Goodyear’s New Wingfoot One Flies Home

Wingfoot One (Photo by Bill Doster) Bill Doster Photography LLC

Goodyear's newest airship, Wingfoot One, made its first trip home to its renovated hangar in Pompano Beach, Florida, on Monday. Featuring an innovative design, Garmin G500 glass flight displays and VTOL capabilities, the new ship is a step forward from Goodyear's other blimps, which featured long-outdated 1920s technology.

From the outside, the Wingfoot One is visibly different from its predecessors. About the length of a football field, the new ship is 54 feet longer than the Spirit of America blimp.

Unique to Wingfoot One is a tail engine and tail rotor, as well as full-vector engines — a huge step up according to chief pilot Michael Dougherty. The new ship also has engines mounted on the envelope (the balloon-like part of the craft), thanks to its semi-rigid internal structure that sets it apart from past incarnations (and technically disqualifies it from being a real blimp).

Looks aside, the new flight controls are one of the greatest improvements, says Dougherty. Wingfoot One has fly-by-wire, side-stick controls on both sides of the cockpit, allowing full controllability, easy transition between pilots and a safe way to train the airship pilots who are learning to fly the new model. Previously, the ships were a lot harder to fly, Dougherty says. "We had a wheel next to the pilot in the left seat. It was for elevator control. And then we had rudder pedals that steered the ship left and right, just like the rudder on a boat. We also had the same controls we have now, but they were just toggles on cables, rather than levers."

Garmin's G500 glass flight displays also have everything Dougherty's team wanted, including ADS-B, GPS and flight, weather and terrain information. With its intricate inner workings, updated cockpit and expanded capabilities, Wingfoot One marks a new era for Goodyear's airship operations.

"A lot of people see the blimp and they think it's a hot air balloon with engines, and it's really not," Dougherty said.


• [DIRECTIONS FOR THIS TASK]: Determine how many lines of the data include the word "Tools", and write only that number.

• [DATA]:
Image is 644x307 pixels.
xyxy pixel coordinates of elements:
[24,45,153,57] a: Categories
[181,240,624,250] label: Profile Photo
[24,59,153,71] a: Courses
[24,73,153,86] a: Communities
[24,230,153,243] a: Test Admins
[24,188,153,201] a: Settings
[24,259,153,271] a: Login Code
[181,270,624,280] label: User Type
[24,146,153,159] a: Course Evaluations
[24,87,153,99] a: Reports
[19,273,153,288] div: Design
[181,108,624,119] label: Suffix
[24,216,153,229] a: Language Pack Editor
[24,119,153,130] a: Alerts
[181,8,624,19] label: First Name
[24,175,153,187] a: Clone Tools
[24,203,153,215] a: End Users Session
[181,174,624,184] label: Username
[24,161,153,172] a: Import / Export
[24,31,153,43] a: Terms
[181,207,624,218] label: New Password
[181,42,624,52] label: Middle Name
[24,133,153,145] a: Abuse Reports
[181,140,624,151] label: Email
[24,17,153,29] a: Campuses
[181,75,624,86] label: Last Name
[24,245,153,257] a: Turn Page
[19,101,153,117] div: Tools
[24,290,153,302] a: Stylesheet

• [WRITTEN SOLUTION]: 2